Key Facts: VT Property & Casualty Exam

150 + 5

Scored + Unscored Items

Prometric VT 14-31 content outline

150 min

Exam Time

Prometric VT 14-31 content outline

$87

Exam Fee

Vermont Licensing Information Bulletin (Jan 2026)

70%

Passing Benchmark

Producer exam standard used in VT prep guidance

21%

Auto Domain Weight

Prometric VT 14-31 content outline

24 hrs / 2 years

Resident CE Requirement

Vermont Licensing Information Bulletin

25/50/10

VT Auto Liability Minimums

Vermont DMV insurance requirements

Nov 3, 2019

Current Outline Effective Date

Prometric VT 14-31 content outline

Vermont's Series 14-31 Producer Property and Casualty exam is administered by Prometric with 150 scored questions plus 5 unscored items and a 150-minute limit.
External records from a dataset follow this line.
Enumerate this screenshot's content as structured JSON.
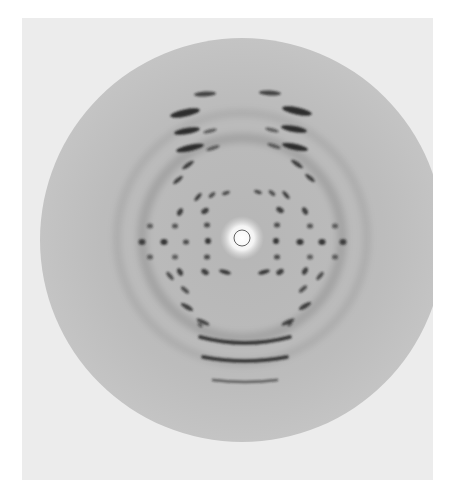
{
  "image": {
    "subject": "X-ray fiber diffraction pattern",
    "width": 452,
    "height": 489
  },
  "colors": {
    "border": "#ffffff",
    "paper": "#ececec",
    "disc_outer": "#c4c4c4",
    "disc_inner": "#b6b6b6",
    "center_glow": "#ffffff",
    "spot": "#1e1e1e"
  },
  "paper": {
    "x": 22,
    "y": 18,
    "w": 411,
    "h": 462
  },
  "disc": {
    "cx": 242,
    "cy": 240,
    "r": 202
  },
  "beamstop": {
    "cx": 242,
    "cy": 238,
    "r_glow": 22,
    "r_ring": 8
  },
  "layer_line_spots": [
    {
      "x": 205,
      "y": 94,
      "rx": 11,
      "ry": 2.5,
      "rot": -3,
      "o": 0.75
    },
    {
      "x": 270,
      "y": 93,
      "rx": 11,
      "ry": 2.5,
      "rot": 3,
      "o": 0.75
    },
    {
      "x": 185,
      "y": 113,
      "rx": 15,
      "ry": 3.5,
      "rot": -12,
      "o": 0.9
    },
    {
      "x": 297,
      "y": 111,
      "rx": 15,
      "ry": 3.5,
      "rot": 12,
      "o": 0.9
    },
    {
      "x": 187,
      "y": 131,
      "rx": 13,
      "ry": 3,
      "rot": -10,
      "o": 0.9
    },
    {
      "x": 210,
      "y": 131,
      "rx": 7,
      "ry": 1.8,
      "rot": -15,
      "o": 0.6
    },
    {
      "x": 294,
      "y": 129,
      "rx": 13,
      "ry": 3,
      "rot": 10,
      "o": 0.9
    },
    {
      "x": 272,
      "y": 130,
      "rx": 7,
      "ry": 1.8,
      "rot": 15,
      "o": 0.6
    },
    {
      "x": 190,
      "y": 148,
      "rx": 14,
      "ry": 3,
      "rot": -12,
      "o": 0.9
    },
    {
      "x": 213,
      "y": 148,
      "rx": 7,
      "ry": 1.8,
      "rot": -18,
      "o": 0.6
    },
    {
      "x": 295,
      "y": 147,
      "rx": 13,
      "ry": 3,
      "rot": 12,
      "o": 0.9
    },
    {
      "x": 274,
      "y": 146,
      "rx": 7,
      "ry": 1.8,
      "rot": 18,
      "o": 0.6
    },
    {
      "x": 188,
      "y": 165,
      "rx": 7,
      "ry": 2,
      "rot": -35,
      "o": 0.8
    },
    {
      "x": 297,
      "y": 164,
      "rx": 7,
      "ry": 2,
      "rot": 35,
      "o": 0.8
    },
    {
      "x": 178,
      "y": 180,
      "rx": 6,
      "ry": 2,
      "rot": -40,
      "o": 0.8
    },
    {
      "x": 310,
      "y": 178,
      "rx": 6,
      "ry": 2,
      "rot": 40,
      "o": 0.8
    },
    {
      "x": 198,
      "y": 197,
      "rx": 5,
      "ry": 1.8,
      "rot": -50,
      "o": 0.8
    },
    {
      "x": 212,
      "y": 195,
      "rx": 4,
      "ry": 1.8,
      "rot": -40,
      "o": 0.7
    },
    {
      "x": 226,
      "y": 193,
      "rx": 4,
      "ry": 1.8,
      "rot": -20,
      "o": 0.7
    },
    {
      "x": 286,
      "y": 195,
      "rx": 5,
      "ry": 1.8,
      "rot": 50,
      "o": 0.8
    },
    {
      "x": 272,
      "y": 193,
      "rx": 4,
      "ry": 1.8,
      "rot": 40,
      "o": 0.7
    },
    {
      "x": 258,
      "y": 192,
      "rx": 4,
      "ry": 1.8,
      "rot": 20,
      "o": 0.7
    },
    {
      "x": 180,
      "y": 212,
      "rx": 4,
      "ry": 2.5,
      "rot": -60,
      "o": 0.8
    },
    {
      "x": 205,
      "y": 211,
      "rx": 4,
      "ry": 2.5,
      "rot": -30,
      "o": 0.8
    },
    {
      "x": 305,
      "y": 211,
      "rx": 4,
      "ry": 2.5,
      "rot": 60,
      "o": 0.8
    },
    {
      "x": 280,
      "y": 210,
      "rx": 4,
      "ry": 2.5,
      "rot": 30,
      "o": 0.8
    },
    {
      "x": 150,
      "y": 226,
      "rx": 3,
      "ry": 2.5,
      "rot": 0,
      "o": 0.6
    },
    {
      "x": 175,
      "y": 226,
      "rx": 3,
      "ry": 2.5,
      "rot": 0,
      "o": 0.65
    },
    {
      "x": 207,
      "y": 225,
      "rx": 3,
      "ry": 2.5,
      "rot": 0,
      "o": 0.7
    },
    {
      "x": 277,
      "y": 225,
      "rx": 3,
      "ry": 2.5,
      "rot": 0,
      "o": 0.7
    },
    {
      "x": 310,
      "y": 226,
      "rx": 3,
      "ry": 2.5,
      "rot": 0,
      "o": 0.65
    },
    {
      "x": 335,
      "y": 226,
      "rx": 3,
      "ry": 2.5,
      "rot": 0,
      "o": 0.6
    },
    {
      "x": 142,
      "y": 242,
      "rx": 3.5,
      "ry": 3,
      "rot": 0,
      "o": 0.75
    },
    {
      "x": 164,
      "y": 242,
      "rx": 3.5,
      "ry": 3,
      "rot": 0,
      "o": 0.85
    },
    {
      "x": 186,
      "y": 242,
      "rx": 3,
      "ry": 2.5,
      "rot": 0,
      "o": 0.7
    },
    {
      "x": 208,
      "y": 241,
      "rx": 3,
      "ry": 3,
      "rot": 0,
      "o": 0.85
    },
    {
      "x": 276,
      "y": 241,
      "rx": 3,
      "ry": 3,
      "rot": 0,
      "o": 0.85
    },
    {
      "x": 300,
      "y": 242,
      "rx": 3.5,
      "ry": 3,
      "rot": 0,
      "o": 0.85
    },
    {
      "x": 322,
      "y": 242,
      "rx": 3.5,
      "ry": 3,
      "rot": 0,
      "o": 0.85
    },
    {
      "x": 343,
      "y": 242,
      "rx": 3.5,
      "ry": 3,
      "rot": 0,
      "o": 0.75
    },
    {
      "x": 150,
      "y": 257,
      "rx": 3,
      "ry": 2.5,
      "rot": 0,
      "o": 0.6
    },
    {
      "x": 175,
      "y": 257,
      "rx": 3,
      "ry": 2.5,
      "rot": 0,
      "o": 0.6
    },
    {
      "x": 207,
      "y": 257,
      "rx": 3,
      "ry": 2.5,
      "rot": 0,
      "o": 0.7
    },
    {
      "x": 277,
      "y": 257,
      "rx": 3,
      "ry": 2.5,
      "rot": 0,
      "o": 0.7
    },
    {
      "x": 310,
      "y": 257,
      "rx": 3,
      "ry": 2.5,
      "rot": 0,
      "o": 0.6
    },
    {
      "x": 335,
      "y": 257,
      "rx": 3,
      "ry": 2.5,
      "rot": 0,
      "o": 0.6
    },
    {
      "x": 180,
      "y": 272,
      "rx": 4,
      "ry": 2.5,
      "rot": 60,
      "o": 0.8
    },
    {
      "x": 205,
      "y": 272,
      "rx": 4,
      "ry": 2.5,
      "rot": 30,
      "o": 0.8
    },
    {
      "x": 305,
      "y": 271,
      "rx": 4,
      "ry": 2.5,
      "rot": -60,
      "o": 0.8
    },
    {
      "x": 280,
      "y": 272,
      "rx": 4,
      "ry": 2.5,
      "rot": -30,
      "o": 0.8
    },
    {
      "x": 225,
      "y": 272,
      "rx": 6,
      "ry": 2,
      "rot": 15,
      "o": 0.85
    },
    {
      "x": 264,
      "y": 272,
      "rx": 6,
      "ry": 2,
      "rot": -15,
      "o": 0.85
    },
    {
      "x": 170,
      "y": 276,
      "rx": 5,
      "ry": 2,
      "rot": 50,
      "o": 0.7
    },
    {
      "x": 320,
      "y": 276,
      "rx": 5,
      "ry": 2,
      "rot": -50,
      "o": 0.7
    },
    {
      "x": 185,
      "y": 290,
      "rx": 5,
      "ry": 2,
      "rot": 40,
      "o": 0.7
    },
    {
      "x": 303,
      "y": 289,
      "rx": 5,
      "ry": 2,
      "rot": -40,
      "o": 0.7
    },
    {
      "x": 187,
      "y": 307,
      "rx": 7,
      "ry": 2.2,
      "rot": 30,
      "o": 0.8
    },
    {
      "x": 305,
      "y": 306,
      "rx": 7,
      "ry": 2.2,
      "rot": -30,
      "o": 0.8
    },
    {
      "x": 203,
      "y": 322,
      "rx": 7,
      "ry": 2,
      "rot": 25,
      "o": 0.75
    },
    {
      "x": 288,
      "y": 322,
      "rx": 7,
      "ry": 2,
      "rot": -25,
      "o": 0.75
    },
    {
      "x": 200,
      "y": 325,
      "rx": 3,
      "ry": 1.5,
      "rot": 40,
      "o": 0.6
    },
    {
      "x": 290,
      "y": 324,
      "rx": 3,
      "ry": 1.5,
      "rot": -40,
      "o": 0.6
    }
  ],
  "arc_bands": [
    {
      "cx": 245,
      "y": 343,
      "half_w": 45,
      "sag": 6,
      "w": 3.5,
      "o": 0.85
    },
    {
      "cx": 245,
      "y": 361,
      "half_w": 42,
      "sag": 4,
      "w": 3.5,
      "o": 0.85
    },
    {
      "cx": 245,
      "y": 382,
      "half_w": 32,
      "sag": 2,
      "w": 2.5,
      "o": 0.6
    }
  ],
  "rings": [
    {
      "r": 100,
      "o": 0.12,
      "w": 10
    },
    {
      "r": 125,
      "o": 0.08,
      "w": 8
    }
  ]
}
The current content outline in use is effective November 3, 2019 and allocates the largest weight to Auto Insurance (21%) and Homeowners (17%), followed by Regulation (10%), P&C basics (10%), and other commercial/policy domains. Vermont-specific areas include DFR licensing and fiduciary rules, unfair trade practices under 8 V.S.A. 4724, auto minimum limits (25/50/10), and assigned-risk coverage through the Vermont Automobile Insurance Plan.
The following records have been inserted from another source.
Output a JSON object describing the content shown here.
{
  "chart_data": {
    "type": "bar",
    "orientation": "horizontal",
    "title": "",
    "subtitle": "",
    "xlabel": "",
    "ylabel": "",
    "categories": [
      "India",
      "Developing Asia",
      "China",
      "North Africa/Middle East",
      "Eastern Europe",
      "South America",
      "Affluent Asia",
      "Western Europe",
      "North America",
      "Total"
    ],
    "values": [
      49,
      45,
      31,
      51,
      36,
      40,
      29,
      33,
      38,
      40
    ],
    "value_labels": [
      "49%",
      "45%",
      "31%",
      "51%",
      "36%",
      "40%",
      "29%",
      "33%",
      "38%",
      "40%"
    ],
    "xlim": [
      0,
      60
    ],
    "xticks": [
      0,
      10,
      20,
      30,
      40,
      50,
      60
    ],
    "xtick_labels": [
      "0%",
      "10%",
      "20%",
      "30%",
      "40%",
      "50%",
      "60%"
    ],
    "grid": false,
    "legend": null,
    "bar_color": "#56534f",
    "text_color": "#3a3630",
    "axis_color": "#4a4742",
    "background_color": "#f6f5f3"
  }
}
Sample VT Property & Casualty Practice Questions

Try these sample questions to test your VT Property & Casualty exam readiness. Each question includes a detailed explanation. Start the interactive quiz above for the full 199+ question experience with AI tutoring.
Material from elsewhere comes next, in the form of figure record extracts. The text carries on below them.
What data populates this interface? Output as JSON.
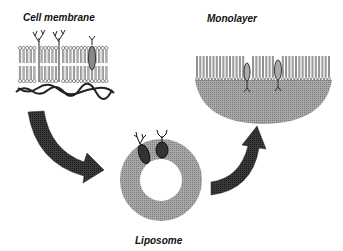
{
  "labels": {
    "cell_membrane": "Cell membrane",
    "monolayer": "Monolayer",
    "liposome": "Liposome"
  },
  "colors": {
    "fill_grey": "#9a9a9a",
    "arrow_dark": "#2b2b2b",
    "line": "#333333",
    "background": "#ffffff"
  },
  "stages": [
    {
      "id": "cell-membrane",
      "description": "Lipid bilayer with embedded glycoproteins and cytoskeletal filaments"
    },
    {
      "id": "liposome",
      "description": "Ring-shaped lipid vesicle with two embedded proteins"
    },
    {
      "id": "monolayer",
      "description": "Lipid monolayer over a grey semicircular support with two embedded proteins"
    }
  ]
}
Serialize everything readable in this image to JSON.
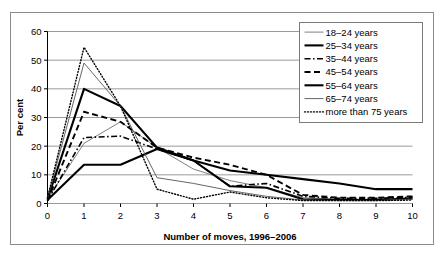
{
  "chart_data": {
    "type": "line",
    "title": "",
    "xlabel": "Number of moves, 1996–2006",
    "ylabel": "Per cent",
    "x": [
      0,
      1,
      2,
      3,
      4,
      5,
      6,
      7,
      8,
      9,
      10
    ],
    "xlim": [
      0,
      10
    ],
    "ylim": [
      0,
      60
    ],
    "xticks": [
      "0",
      "1",
      "2",
      "3",
      "4",
      "5",
      "6",
      "7",
      "8",
      "9",
      "10"
    ],
    "yticks": [
      "0",
      "10",
      "20",
      "30",
      "40",
      "50",
      "60"
    ],
    "grid": "horizontal",
    "legend_position": "top-right",
    "series": [
      {
        "name": "18–24 years",
        "style": "solid-thin",
        "color": "#808080",
        "width": 1,
        "dash": "none",
        "values": [
          1.5,
          21.0,
          28.5,
          19.5,
          12.0,
          8.0,
          5.5,
          2.0,
          1.5,
          1.5,
          1.5
        ]
      },
      {
        "name": "25–34 years",
        "style": "solid-thick",
        "color": "#000000",
        "width": 2.1,
        "dash": "none",
        "values": [
          1.5,
          40.0,
          34.0,
          19.5,
          15.0,
          11.5,
          10.0,
          8.5,
          7.0,
          5.0,
          5.0
        ]
      },
      {
        "name": "35–44 years",
        "style": "dash-dot",
        "color": "#000000",
        "width": 1.6,
        "dash": "6,2.5,1.5,2.5",
        "values": [
          1.0,
          23.0,
          23.5,
          19.0,
          15.0,
          6.0,
          7.0,
          2.5,
          1.8,
          1.8,
          2.2
        ]
      },
      {
        "name": "45–54 years",
        "style": "dashed",
        "color": "#000000",
        "width": 1.9,
        "dash": "6,3.5",
        "values": [
          1.0,
          32.0,
          28.5,
          19.5,
          16.0,
          13.5,
          10.0,
          3.0,
          2.0,
          2.0,
          2.5
        ]
      },
      {
        "name": "55–64 years",
        "style": "solid-thick",
        "color": "#000000",
        "width": 2.1,
        "dash": "none",
        "values": [
          1.2,
          13.5,
          13.5,
          19.0,
          15.0,
          6.0,
          5.5,
          1.5,
          1.2,
          1.2,
          1.8
        ]
      },
      {
        "name": "65–74 years",
        "style": "solid-thin",
        "color": "#666666",
        "width": 1,
        "dash": "none",
        "values": [
          1.8,
          49.0,
          34.0,
          9.0,
          7.0,
          4.5,
          2.5,
          1.2,
          1.0,
          1.0,
          1.5
        ]
      },
      {
        "name": "more than 75 years",
        "style": "dotted",
        "color": "#000000",
        "width": 1.4,
        "dash": "1,2",
        "values": [
          2.0,
          54.5,
          34.0,
          5.0,
          1.5,
          4.0,
          2.0,
          1.0,
          1.0,
          1.0,
          1.2
        ]
      }
    ]
  },
  "legend": {
    "entries": [
      {
        "label": "18–24 years"
      },
      {
        "label": "25–34 years"
      },
      {
        "label": "35–44 years"
      },
      {
        "label": "45–54 years"
      },
      {
        "label": "55–64 years"
      },
      {
        "label": "65–74 years"
      },
      {
        "label": "more than 75 years"
      }
    ]
  },
  "colors": {
    "axis": "#000000",
    "grid": "#9a9a9a",
    "border": "#8a8a8a",
    "background": "#ffffff"
  }
}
1Which Vermont agency is the primary regulator for insurance producers and insurers?
A.Vermont Department of Financial Regulation (DFR)
B.Vermont Department of Motor Vehicles
C.Vermont Attorney General Consumer Unit
D.Vermont Secretary of State
Explanation: The Vermont Department of Financial Regulation is the state insurance regulator. DFR oversees licensing, form and rate filings, and market conduct for insurers and producers.
2In Vermont, who leads insurance regulation as the state insurance commissioner role?
A.An elected statewide insurance board chair
B.The Commissioner of DFR, appointed through state government
C.The Vermont Treasurer acting as commissioner
D.A rotating panel of admitted insurers
Explanation: Vermont insurance regulation is led through the Department of Financial Regulation. The commissioner role is part of state executive administration rather than an industry-elected position.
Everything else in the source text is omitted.